Santos broke from the jungle as the helicopter set down. She stomped forward, stood there, hands gathered to fists as the rotors died and Dokken and Pearl came out the side of the big chopper with two heavily armed men in tow.
“You are breaking Brazilian federal law!” the scientist shouted. “This is a restricted zone! Landing is prohibited!”
“So is coming in on foot, Dr. Santos,” Dokken said.
Meanwhile, a huge white guy with bandages on his face and a cast on his arm climbed out of the smaller helicopter carrying a pump-action shotgun.
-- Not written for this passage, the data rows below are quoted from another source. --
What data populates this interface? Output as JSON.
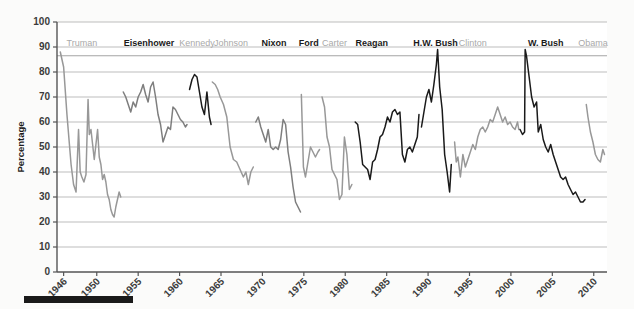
{
  "chart_data": {
    "type": "line",
    "title": "",
    "xlabel": "",
    "ylabel": "Percentage",
    "xlim": [
      1945.2,
      2011.6
    ],
    "ylim": [
      0,
      100
    ],
    "grid": true,
    "legend_position": "none",
    "y_ticks": [
      0,
      10,
      20,
      30,
      40,
      50,
      60,
      70,
      80,
      90,
      100
    ],
    "x_ticks": [
      1946,
      1950,
      1955,
      1960,
      1965,
      1970,
      1975,
      1980,
      1985,
      1990,
      1995,
      2000,
      2005,
      2010
    ],
    "colors": {
      "republican": "#1a1a1a",
      "democrat": "#989898",
      "gridline": "#b6b6b6",
      "axis": "#555555",
      "background": "#fbfbfa",
      "label_republican": "#1a1a1a",
      "label_democrat": "#a9a9a9"
    },
    "annotations": [
      {
        "name": "era-band-rule",
        "type": "horizontal-line",
        "y_value": 86.5
      }
    ],
    "series": [
      {
        "name": "Truman",
        "party": "Democrat",
        "color": "#989898",
        "label_x": 1948.2,
        "x": [
          1945.6,
          1946.0,
          1946.4,
          1946.9,
          1947.2,
          1947.5,
          1947.8,
          1948.0,
          1948.2,
          1948.45,
          1948.7,
          1948.95,
          1949.1,
          1949.3,
          1949.5,
          1949.7,
          1949.9,
          1950.1,
          1950.3,
          1950.5,
          1950.7,
          1950.9,
          1951.1,
          1951.3,
          1951.5,
          1951.7,
          1951.9,
          1952.1,
          1952.3,
          1952.5,
          1952.7,
          1952.9
        ],
        "values": [
          88,
          82,
          63,
          43,
          35,
          32,
          57,
          40,
          38,
          36,
          39,
          69,
          55,
          57,
          51,
          45,
          51,
          57,
          46,
          43,
          37,
          39,
          36,
          31,
          29,
          25,
          23,
          22,
          26,
          29,
          32,
          30
        ]
      },
      {
        "name": "Eisenhower",
        "party": "Republican",
        "color": "#7e7e7e",
        "label_x": 1956.3,
        "x": [
          1953.2,
          1953.5,
          1953.8,
          1954.1,
          1954.4,
          1954.7,
          1955.0,
          1955.3,
          1955.6,
          1955.9,
          1956.2,
          1956.5,
          1956.8,
          1957.1,
          1957.4,
          1957.7,
          1958.0,
          1958.3,
          1958.6,
          1958.9,
          1959.2,
          1959.5,
          1959.8,
          1960.1,
          1960.4,
          1960.7,
          1960.9
        ],
        "values": [
          72,
          70,
          67,
          64,
          68,
          66,
          70,
          72,
          75,
          71,
          68,
          74,
          76,
          70,
          63,
          59,
          52,
          55,
          58,
          57,
          66,
          65,
          63,
          61,
          60,
          58,
          59
        ]
      },
      {
        "name": "Kennedy",
        "party": "Democrat",
        "color": "#1a1a1a",
        "label_x": 1962.1,
        "x": [
          1961.2,
          1961.5,
          1961.8,
          1962.1,
          1962.4,
          1962.7,
          1963.0,
          1963.3,
          1963.6,
          1963.8
        ],
        "values": [
          73,
          77,
          79,
          78,
          72,
          66,
          63,
          72,
          62,
          59
        ]
      },
      {
        "name": "Johnson",
        "party": "Democrat",
        "color": "#989898",
        "label_x": 1966.2,
        "x": [
          1963.95,
          1964.3,
          1964.6,
          1964.9,
          1965.3,
          1965.7,
          1966.1,
          1966.5,
          1966.9,
          1967.3,
          1967.7,
          1968.0,
          1968.3,
          1968.6,
          1968.9
        ],
        "values": [
          76,
          75,
          73,
          70,
          67,
          62,
          50,
          45,
          44,
          41,
          38,
          40,
          35,
          40,
          42
        ]
      },
      {
        "name": "Nixon",
        "party": "Republican",
        "color": "#7e7e7e",
        "label_x": 1971.4,
        "x": [
          1969.2,
          1969.5,
          1969.8,
          1970.1,
          1970.4,
          1970.7,
          1971.0,
          1971.3,
          1971.6,
          1971.9,
          1972.2,
          1972.5,
          1972.8,
          1973.1,
          1973.4,
          1973.7,
          1974.0,
          1974.3,
          1974.6
        ],
        "values": [
          60,
          62,
          58,
          55,
          52,
          57,
          50,
          49,
          50,
          49,
          53,
          61,
          59,
          48,
          42,
          34,
          28,
          26,
          24
        ]
      },
      {
        "name": "Ford",
        "party": "Republican",
        "color": "#989898",
        "label_x": 1975.6,
        "x": [
          1974.7,
          1974.95,
          1975.2,
          1975.5,
          1975.8,
          1976.1,
          1976.4,
          1976.7,
          1976.9
        ],
        "values": [
          71,
          42,
          38,
          44,
          50,
          48,
          46,
          48,
          49
        ]
      },
      {
        "name": "Carter",
        "party": "Democrat",
        "color": "#989898",
        "label_x": 1978.7,
        "x": [
          1977.2,
          1977.5,
          1977.8,
          1978.1,
          1978.4,
          1978.7,
          1979.0,
          1979.3,
          1979.6,
          1979.9,
          1980.2,
          1980.5,
          1980.8
        ],
        "values": [
          70,
          66,
          54,
          50,
          41,
          39,
          37,
          29,
          31,
          54,
          47,
          33,
          35
        ]
      },
      {
        "name": "Reagan",
        "party": "Republican",
        "color": "#1a1a1a",
        "label_x": 1983.2,
        "x": [
          1981.2,
          1981.5,
          1981.8,
          1982.1,
          1982.4,
          1982.7,
          1983.0,
          1983.3,
          1983.6,
          1983.9,
          1984.2,
          1984.5,
          1984.8,
          1985.1,
          1985.4,
          1985.7,
          1986.0,
          1986.3,
          1986.6,
          1986.9,
          1987.2,
          1987.5,
          1987.8,
          1988.1,
          1988.4,
          1988.7,
          1988.9
        ],
        "values": [
          60,
          59,
          52,
          43,
          42,
          41,
          37,
          44,
          45,
          49,
          54,
          55,
          58,
          62,
          60,
          64,
          65,
          63,
          64,
          47,
          44,
          49,
          50,
          48,
          51,
          54,
          63
        ]
      },
      {
        "name": "H.W. Bush",
        "party": "Republican",
        "color": "#1a1a1a",
        "label_x": 1990.9,
        "x": [
          1989.2,
          1989.5,
          1989.8,
          1990.1,
          1990.4,
          1990.7,
          1991.0,
          1991.15,
          1991.4,
          1991.7,
          1992.0,
          1992.3,
          1992.6,
          1992.8
        ],
        "values": [
          58,
          64,
          70,
          73,
          68,
          75,
          83,
          89,
          74,
          65,
          47,
          40,
          32,
          43
        ]
      },
      {
        "name": "Clinton",
        "party": "Democrat",
        "color": "#989898",
        "label_x": 1995.4,
        "x": [
          1993.2,
          1993.4,
          1993.6,
          1993.9,
          1994.2,
          1994.5,
          1994.8,
          1995.1,
          1995.4,
          1995.7,
          1996.0,
          1996.3,
          1996.6,
          1996.9,
          1997.2,
          1997.5,
          1997.8,
          1998.1,
          1998.4,
          1998.7,
          1999.0,
          1999.3,
          1999.6,
          1999.9,
          2000.2,
          2000.5,
          2000.8,
          2000.95
        ],
        "values": [
          52,
          44,
          46,
          38,
          47,
          42,
          45,
          48,
          51,
          49,
          54,
          57,
          58,
          56,
          58,
          61,
          60,
          63,
          66,
          63,
          60,
          62,
          59,
          60,
          58,
          57,
          60,
          57
        ]
      },
      {
        "name": "W. Bush",
        "party": "Republican",
        "color": "#1a1a1a",
        "label_x": 2004.2,
        "x": [
          2001.1,
          2001.4,
          2001.65,
          2001.72,
          2001.9,
          2002.2,
          2002.5,
          2002.8,
          2003.1,
          2003.3,
          2003.6,
          2003.9,
          2004.2,
          2004.5,
          2004.8,
          2005.1,
          2005.4,
          2005.7,
          2006.0,
          2006.3,
          2006.6,
          2006.9,
          2007.2,
          2007.5,
          2007.8,
          2008.1,
          2008.4,
          2008.7,
          2008.95
        ],
        "values": [
          57,
          55,
          56,
          89,
          86,
          78,
          70,
          66,
          68,
          56,
          59,
          53,
          50,
          48,
          51,
          47,
          44,
          41,
          38,
          37,
          38,
          35,
          33,
          31,
          32,
          30,
          28,
          28,
          29
        ]
      },
      {
        "name": "Obama",
        "party": "Democrat",
        "color": "#989898",
        "label_x": 2009.9,
        "x": [
          2009.1,
          2009.3,
          2009.6,
          2009.9,
          2010.2,
          2010.5,
          2010.8,
          2011.1,
          2011.3
        ],
        "values": [
          67,
          62,
          56,
          52,
          47,
          45,
          44,
          49,
          47
        ]
      }
    ],
    "presidents": [
      {
        "name": "Truman",
        "party": "Democrat"
      },
      {
        "name": "Eisenhower",
        "party": "Republican"
      },
      {
        "name": "Kennedy",
        "party": "Democrat"
      },
      {
        "name": "Johnson",
        "party": "Democrat"
      },
      {
        "name": "Nixon",
        "party": "Republican"
      },
      {
        "name": "Ford",
        "party": "Republican"
      },
      {
        "name": "Carter",
        "party": "Democrat"
      },
      {
        "name": "Reagan",
        "party": "Republican"
      },
      {
        "name": "H.W. Bush",
        "party": "Republican"
      },
      {
        "name": "Clinton",
        "party": "Democrat"
      },
      {
        "name": "W. Bush",
        "party": "Republican"
      },
      {
        "name": "Obama",
        "party": "Democrat"
      }
    ]
  },
  "footer": {
    "bar_present": true
  }
}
He headed toward the waterfall with two other men who had gear bags and sidearms in holsters.
“Who are you?” Santos demanded. “How do you know my name?”
“That's irrelevant,” he said. “You saw what happened to the thief?”
Her head retreated several degrees.
“I hope you all saw it,” Dokken shouted. “Because if I don't get what I want, I will start throwing cavemen, women, and children out of that bird.”
Santos started to say, “You wouldn't⦔
“Oh, but I would,” Dokken promised. “So the way it's going to work, Doc, you help me out, I leave, simple as that. You don't help me, they take a⦔
Augus and Naspec charged from the jungle, spears up, shouting in Ayafal, “Go back to the sky, bird demon. Or we kill you!”
Before Santos could intervene, Dokken pulled a Sig-Sauer and put a nine-millimeter round through the Ayafal chief's forehead, and another through the throat of the tribal elder. Both men collapsed like puppets sheared of string. Blood poured from Naspec's wound, streamed across the red mask around his eyes. Augus's blood ran down his chest.
Screams of shock and grief went up back in the jungle, followed by the sounds of crashing as many in the tribe began to flee. Kiki, followed by Fal-até, however, burst from the rain forest and went to the dead men's side, keening and weeping.
“Tell them they can run, but they can't hide,” Dokken said.
The scientist barely heard him.
“They've never seen guns,” Santos sobbed. “They didn't know whatâ”
“I don't give a shit,” Dokken said. “But I will start hunting the others if you don't start cooperating and answer my questions.”
Kiki was trembling head to toe before she lunged up off her knees away from her father's body toward Dokken, scratching at his face with her nails, and screeching at him in Ayafal. She ripped his cheeks open before he could backhand her to the ground with such force that she lay there stunned as he aimed at her head.